We current Justices read the Constitution in the only way that we can: as Twentieth Century Americans. We look to the history of the time of framing and to the intervening history of interpretation. But the ultimate question must be, what do the words of the text mean in our time. For the genius of the Constitution rests not in any static meaning it might have had in a world that is dead and gone, but in the adaptability of its great principles to cope with current problems and current needs.

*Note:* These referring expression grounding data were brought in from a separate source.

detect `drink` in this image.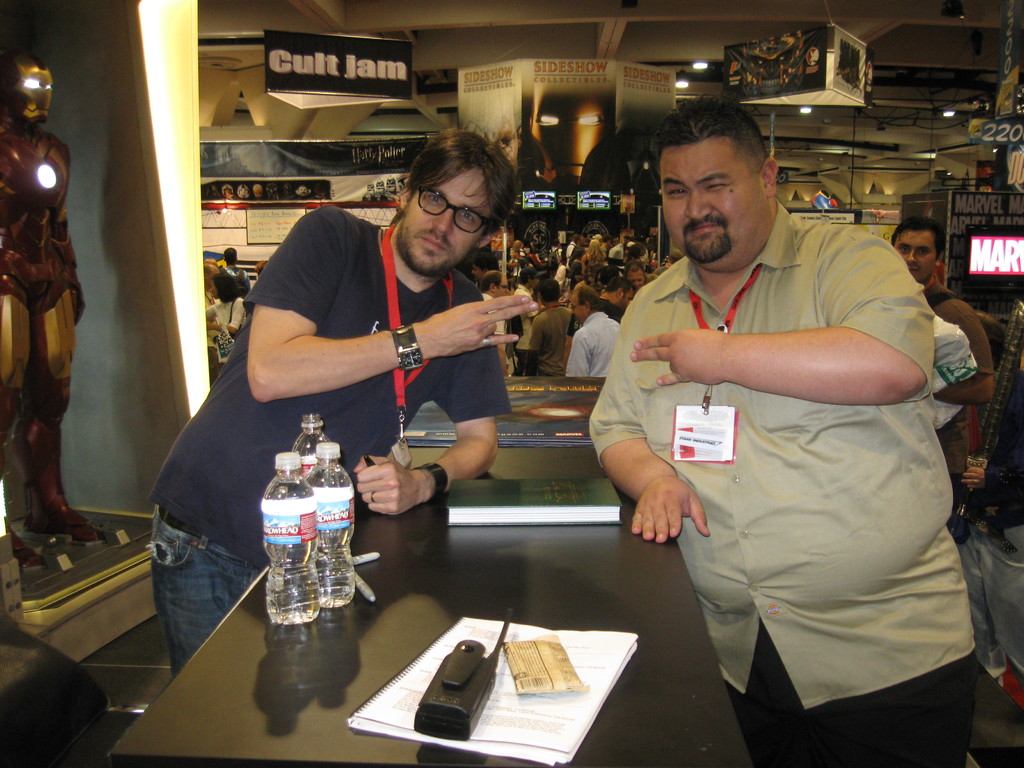
Detection: (left=261, top=477, right=323, bottom=627).
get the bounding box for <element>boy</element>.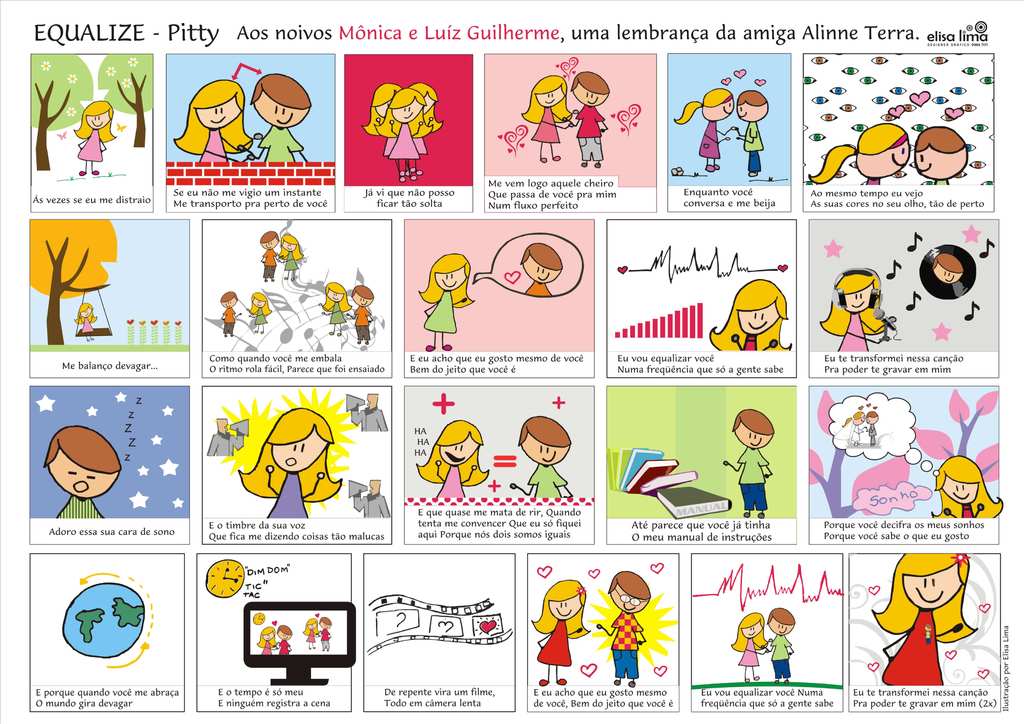
594/568/646/683.
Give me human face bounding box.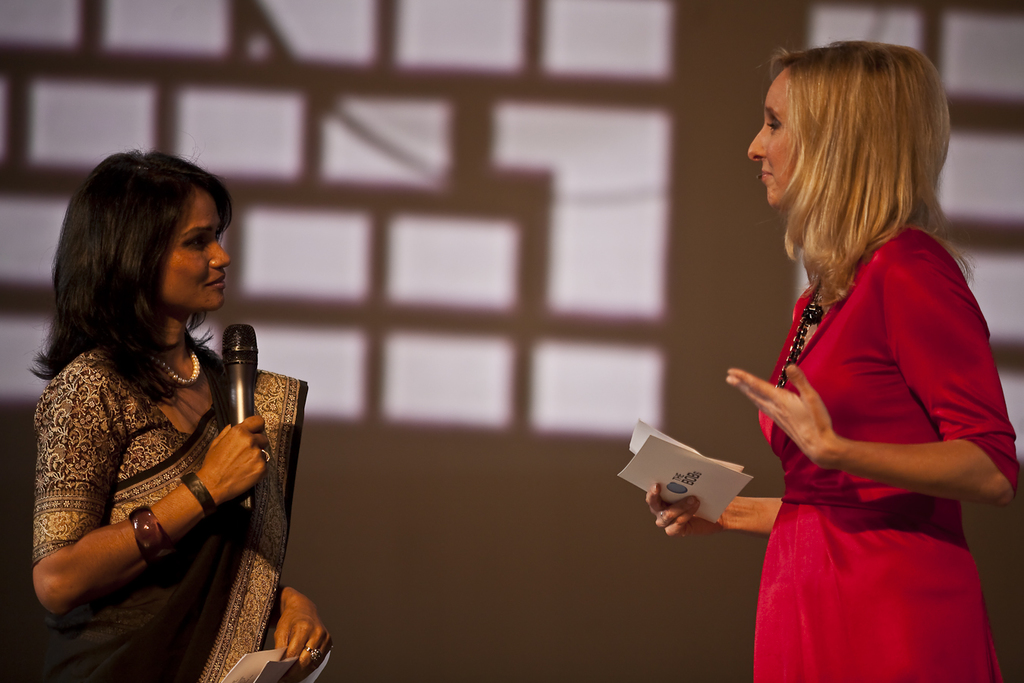
169 181 228 305.
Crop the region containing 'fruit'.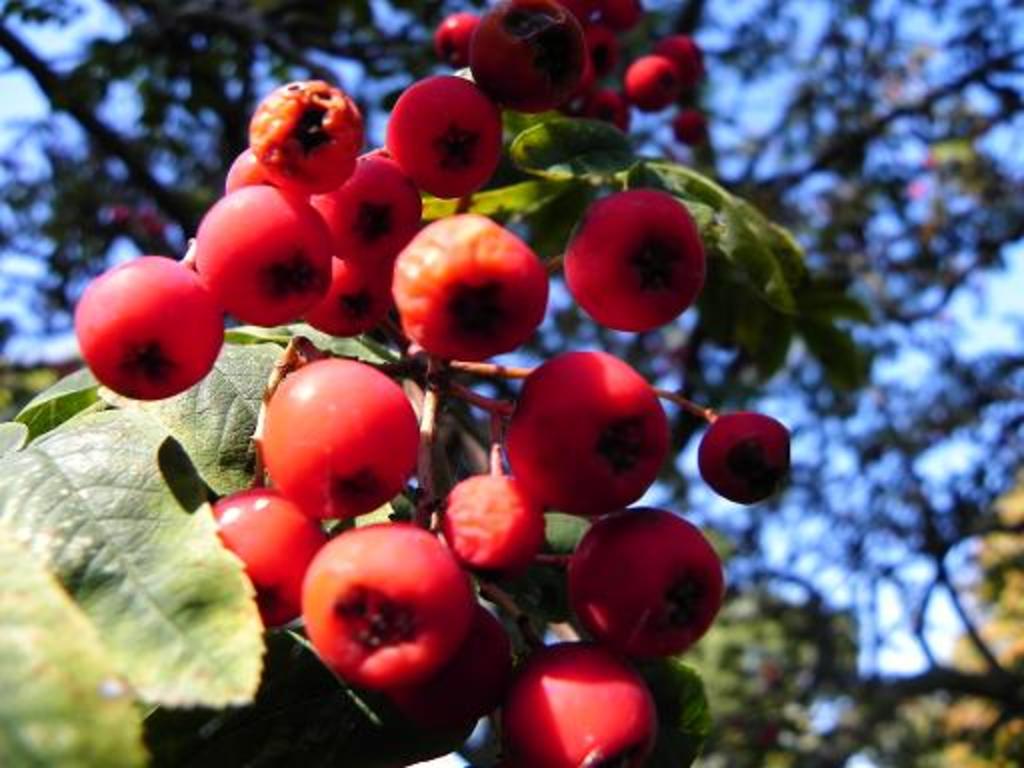
Crop region: BBox(398, 608, 518, 720).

He then quoted from Justice McKenna's ruling in the 1910 Weems v. United States:

Time works changes, brings into existence new conditions and purposes. Therefore, a principle to be vital must be capable of wider application than the mischief which gave it birth. This is peculiarly true of constitutions. They are not ephemeral enactments, designed to meet passing occasions. They are, to use the words of Chief Justice John Marshall, 'designed to approach immortality as nearly as human institutions can approach it.' The future is their care and provision or events of good and bad tendencies of which no prophesy can be made. In the application of a constitution, therefore, our contemplation cannot be only of what has been, but of what may be.

The supercharged bad faith of constitutional originalism threatens everything we hold dear. The Supreme Court’s originalist majority has just delivered the final body blow to the Voting Rights Act using their One Weird Trick to achieve political dominance from the bench. One day, it will come for you and your loved ones. In striking down Roe vs. Wade, Clarence Thomas made clear his next targets include same-sex marriage and contraception. Thomas and his cohorts will not stop until they are stopped.

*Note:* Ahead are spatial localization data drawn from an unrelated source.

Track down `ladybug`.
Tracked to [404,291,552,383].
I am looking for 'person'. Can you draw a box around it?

There are few prospects for breaking the far right's hold on the Supreme Court in the short or medium term without a dominant Democratic performance in 2026 and 2028. 

Reforming the Court—forcing it back in line with Constitutional jurisprudence—has to be a major priority for any member of Congress or president who wants to preserve the republic. We have seen what it’s like when federal judges abide by the Constitution: they can fend off almost any authoritarian assault on our institutions and our people, rejecting the ridiculous legal arguments and theories that emerge from the American right’s vast unreality. This, naturally, has put the federal judiciary at war with the Roberts Court.

The American left's only goal in the coming years should be expanding the Court. The Court must be brought in line with the rest of the judiciary, our only real defense against democratic decline. Without that—without draining the Court of its bad-faith poisoning every aspect of our nation—nothing else matters.


Featured image is "Official portraits of the 1976 U.S. Supreme Court: Justice Thurgood Marshall," cropped. Robert S. Oakes, 1976.